Markus Bokisch has grown into the kind of man who doesn’t mind having his wife in his business. But it didn’t happen overnight. In fact, it wasn’t until he was steering a ’67 Volkswagen Camper through the vineyards of Spain with his wife, Liz, that he realized how they could work together.
“We drove from village to village — this is prior to GPS and mobile phones — and more often than not I would want to throw the map out the door and take a blind turn,” Bokisch says. “But Liz would be more organized and had better timing in thinking about things like finding a farmer’s market to prepare dinner. You come into conflict initially, then you begin to learn how to compromise to have the best of both worlds.”
Before that trip overseas in the early 1990s, Liz was a high school teacher and Markus worked in the wine business. But in Europe, as they met couples who owned small family vineyards, Markus and Liz decided they wanted to own a winery. Upon returning to California, they settled in the Lodi area, and Liz quit her job to help her husband develop Bokisch Vineyards, a sustainably farmed boutique winery. A decade later, Markus and Liz represent one of the many couples who believe a marital bond makes for good business.
According to the National Federation of Independent Business, about 1.2 million husband and wife teams owned small businesses nationwide in 2003. But experts expect that number to rise because of the high unemployment rate, the increase of women starting their own companies and an increase in baby-boomer couples looking to make extra bucks before retiring. The benefits are obvious: in-house support, loyalty, shared passion, more time together and, potentially, twice the revenue.
But trouble can sprout when the line between marriage and business gets blurry, says Barbara E. Thompson, a senior partner with The Discovery Group, which specializes in addressing concerns of family businesses and entrepreneurial couples.
To maintain balance, Markus and Liz have established strict boundaries. They email each other often, even when they’re in the same room, set meeting times and coordinate calendars on their BlackBerrys. They take vacations at least twice a year and always eat dinner together with their sons, ages 12 and 14.
They refuse to go to bed angry, a lesson they learned from a retired couple years ago, and try to avoid making last-minute decisions to keep any bitterness at bay.
“If we don’t agree on something, chances are we don’t agree because we’re emotionally too involved in our own view of the outcome,” Markus says. “So we try not to make a decision at the eleventh hour. We’d be better off letting it go for a year.”
Perhaps their most important rule is that all business talk ceases once the clock strikes 5 p.m.
“It’s hard sometimes, but we have to draw the line,” Liz says. “If you don’t stop, it can really take over your life.”
Thompson agrees. If couples don’t manage their time accordingly, the constant work can sap energy from the relationship, she says, and before long, a spouse may want to quit not just the business but the marriage.
“Or there’s the classic one where the couple gets divorced and continues the business together,” says John Roe, also a senior partner in The Discovery Group based in Cameron Park. “Some people find they’re better business partners than marriage partners.”
Unlike the couples they counsel, Thompson and Roe work together, but they’re not married to each other. While many couples come to them with startup dreams seeking advice, the husband-and-wife business venture isn’t always intentional.
“Many times, we work with entrepreneurial couples who ended up working together by default,” Thompson says. “One of them needs help with bookkeeping, and the spouse gets involved and lo and behold, they end up in business together without even realizing it.”
In other cases, couples work together at a company that they didn’t start. That’s the story of retired TV anchors Dave Walker and Lois Hart. They met at KOVR in 1976 and married in 1979. They anchored CNN’s first broadcast and worked together at KCRA from 1990 until their retirement in November 2008.
But Walker and Hart say they had no rules when it came to separating work and married life. It was no big deal if they wanted to “talk shop” after hours, Walker says. The couple says the fact that they get along well has always helped, but even when things in their personal life got “frosty,” Walker says they made sure to keep it professional at the workplace.
“Many married couples don’t have the benefit of a neutral territory where they both have to behave,” Hart says.
Since retiring, the couple has been traversing the globe, cruising through the Panama Canal, riding the train across the country and river rafting through the Grand Canyon. Even now, they don’t understand why so many people ask them how they managed to work and live together all those years.
“Up until World War II, the common experience was for husbands and wives to live and work together,” Walker says. “They’d work on the farm or at a store, and everybody chipped in. The notion that living and working together is unusual, I find that surprising.”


**Task directions:** From the first line to the last, retype the records exactly and skip the pictures.

**Data for the task:**
BEGIN
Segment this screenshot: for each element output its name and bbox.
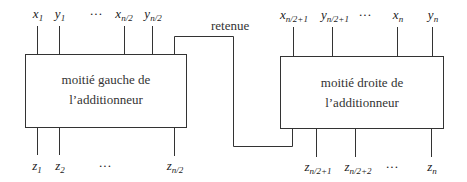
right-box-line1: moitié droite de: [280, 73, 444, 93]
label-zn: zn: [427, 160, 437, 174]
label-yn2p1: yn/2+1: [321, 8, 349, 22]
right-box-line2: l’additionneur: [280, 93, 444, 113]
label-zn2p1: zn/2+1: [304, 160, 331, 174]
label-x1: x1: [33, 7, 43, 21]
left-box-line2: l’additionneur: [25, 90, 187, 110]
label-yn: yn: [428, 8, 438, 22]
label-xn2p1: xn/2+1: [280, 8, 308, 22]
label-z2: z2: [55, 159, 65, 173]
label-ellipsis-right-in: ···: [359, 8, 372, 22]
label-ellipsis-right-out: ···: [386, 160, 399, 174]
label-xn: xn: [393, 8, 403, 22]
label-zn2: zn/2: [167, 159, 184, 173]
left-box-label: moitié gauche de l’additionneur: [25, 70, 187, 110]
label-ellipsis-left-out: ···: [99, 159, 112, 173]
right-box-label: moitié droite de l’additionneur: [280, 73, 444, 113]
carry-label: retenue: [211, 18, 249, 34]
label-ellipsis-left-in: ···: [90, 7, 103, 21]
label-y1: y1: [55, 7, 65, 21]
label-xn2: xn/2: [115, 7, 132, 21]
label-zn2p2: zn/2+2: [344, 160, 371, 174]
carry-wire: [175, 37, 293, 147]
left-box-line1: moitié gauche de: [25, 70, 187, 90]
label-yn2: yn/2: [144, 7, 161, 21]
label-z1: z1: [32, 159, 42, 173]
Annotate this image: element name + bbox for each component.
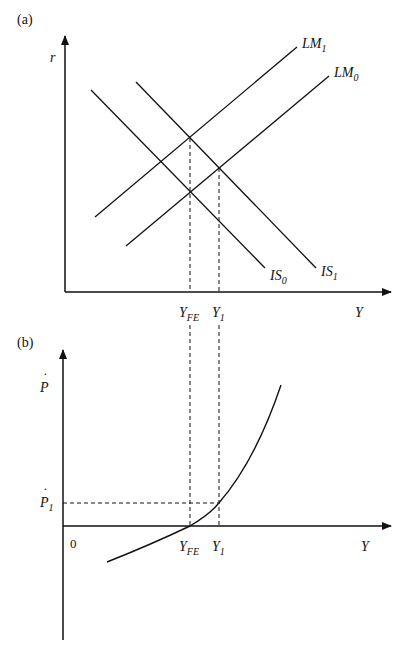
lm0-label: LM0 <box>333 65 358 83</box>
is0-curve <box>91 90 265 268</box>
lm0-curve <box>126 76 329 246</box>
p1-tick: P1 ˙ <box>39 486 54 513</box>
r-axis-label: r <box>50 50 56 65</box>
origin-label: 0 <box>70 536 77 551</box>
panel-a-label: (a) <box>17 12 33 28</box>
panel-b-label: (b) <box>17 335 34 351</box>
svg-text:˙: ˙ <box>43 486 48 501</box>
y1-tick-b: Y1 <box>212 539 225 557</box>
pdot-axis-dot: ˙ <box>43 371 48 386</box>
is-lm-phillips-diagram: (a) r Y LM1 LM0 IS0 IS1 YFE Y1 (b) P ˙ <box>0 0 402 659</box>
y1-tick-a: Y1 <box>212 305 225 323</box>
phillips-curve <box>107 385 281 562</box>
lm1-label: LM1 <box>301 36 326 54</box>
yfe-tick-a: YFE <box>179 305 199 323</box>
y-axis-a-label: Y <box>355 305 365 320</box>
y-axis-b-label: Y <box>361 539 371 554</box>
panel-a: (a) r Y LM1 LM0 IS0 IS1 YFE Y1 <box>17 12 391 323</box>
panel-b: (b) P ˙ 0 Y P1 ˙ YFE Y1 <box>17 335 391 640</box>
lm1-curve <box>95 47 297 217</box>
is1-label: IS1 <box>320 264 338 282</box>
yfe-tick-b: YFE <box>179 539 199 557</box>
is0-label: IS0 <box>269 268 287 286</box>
END
**Finished task:**
Segment this screenshot: for each element output its name and bbox.
right-box-line1: moitié droite de: [280, 73, 444, 93]
label-zn: zn: [427, 160, 437, 174]
label-yn2p1: yn/2+1: [321, 8, 349, 22]
right-box-line2: l’additionneur: [280, 93, 444, 113]
label-zn2p1: zn/2+1: [304, 160, 331, 174]
label-x1: x1: [33, 7, 43, 21]
left-box-line2: l’additionneur: [25, 90, 187, 110]
label-yn: yn: [428, 8, 438, 22]
label-xn2p1: xn/2+1: [280, 8, 308, 22]
label-z2: z2: [55, 159, 65, 173]
label-ellipsis-right-in: ···: [359, 8, 372, 22]
label-ellipsis-right-out: ···: [386, 160, 399, 174]
label-xn: xn: [393, 8, 403, 22]
label-zn2: zn/2: [167, 159, 184, 173]
left-box-label: moitié gauche de l’additionneur: [25, 70, 187, 110]
label-ellipsis-left-out: ···: [99, 159, 112, 173]
right-box-label: moitié droite de l’additionneur: [280, 73, 444, 113]
carry-label: retenue: [211, 18, 249, 34]
label-ellipsis-left-in: ···: [90, 7, 103, 21]
label-y1: y1: [55, 7, 65, 21]
label-xn2: xn/2: [115, 7, 132, 21]
label-zn2p2: zn/2+2: [344, 160, 371, 174]
carry-wire: [175, 37, 293, 147]
left-box-line1: moitié gauche de: [25, 70, 187, 90]
label-yn2: yn/2: [144, 7, 161, 21]
label-z1: z1: [32, 159, 42, 173]
Annotate this image: element name + bbox for each component.
lm0-label: LM0 <box>333 65 358 83</box>
is0-curve <box>91 90 265 268</box>
lm0-curve <box>126 76 329 246</box>
p1-tick: P1 ˙ <box>39 486 54 513</box>
r-axis-label: r <box>50 50 56 65</box>
origin-label: 0 <box>70 536 77 551</box>
panel-a-label: (a) <box>17 12 33 28</box>
panel-b-label: (b) <box>17 335 34 351</box>
svg-text:˙: ˙ <box>43 486 48 501</box>
y1-tick-b: Y1 <box>212 539 225 557</box>
pdot-axis-dot: ˙ <box>43 371 48 386</box>
is-lm-phillips-diagram: (a) r Y LM1 LM0 IS0 IS1 YFE Y1 (b) P ˙ <box>0 0 402 659</box>
y1-tick-a: Y1 <box>212 305 225 323</box>
phillips-curve <box>107 385 281 562</box>
lm1-label: LM1 <box>301 36 326 54</box>
yfe-tick-a: YFE <box>179 305 199 323</box>
y-axis-a-label: Y <box>355 305 365 320</box>
y-axis-b-label: Y <box>361 539 371 554</box>
panel-a: (a) r Y LM1 LM0 IS0 IS1 YFE Y1 <box>17 12 391 323</box>
panel-b: (b) P ˙ 0 Y P1 ˙ YFE Y1 <box>17 335 391 640</box>
lm1-curve <box>95 47 297 217</box>
is1-label: IS1 <box>320 264 338 282</box>
yfe-tick-b: YFE <box>179 539 199 557</box>
is0-label: IS0 <box>269 268 287 286</box>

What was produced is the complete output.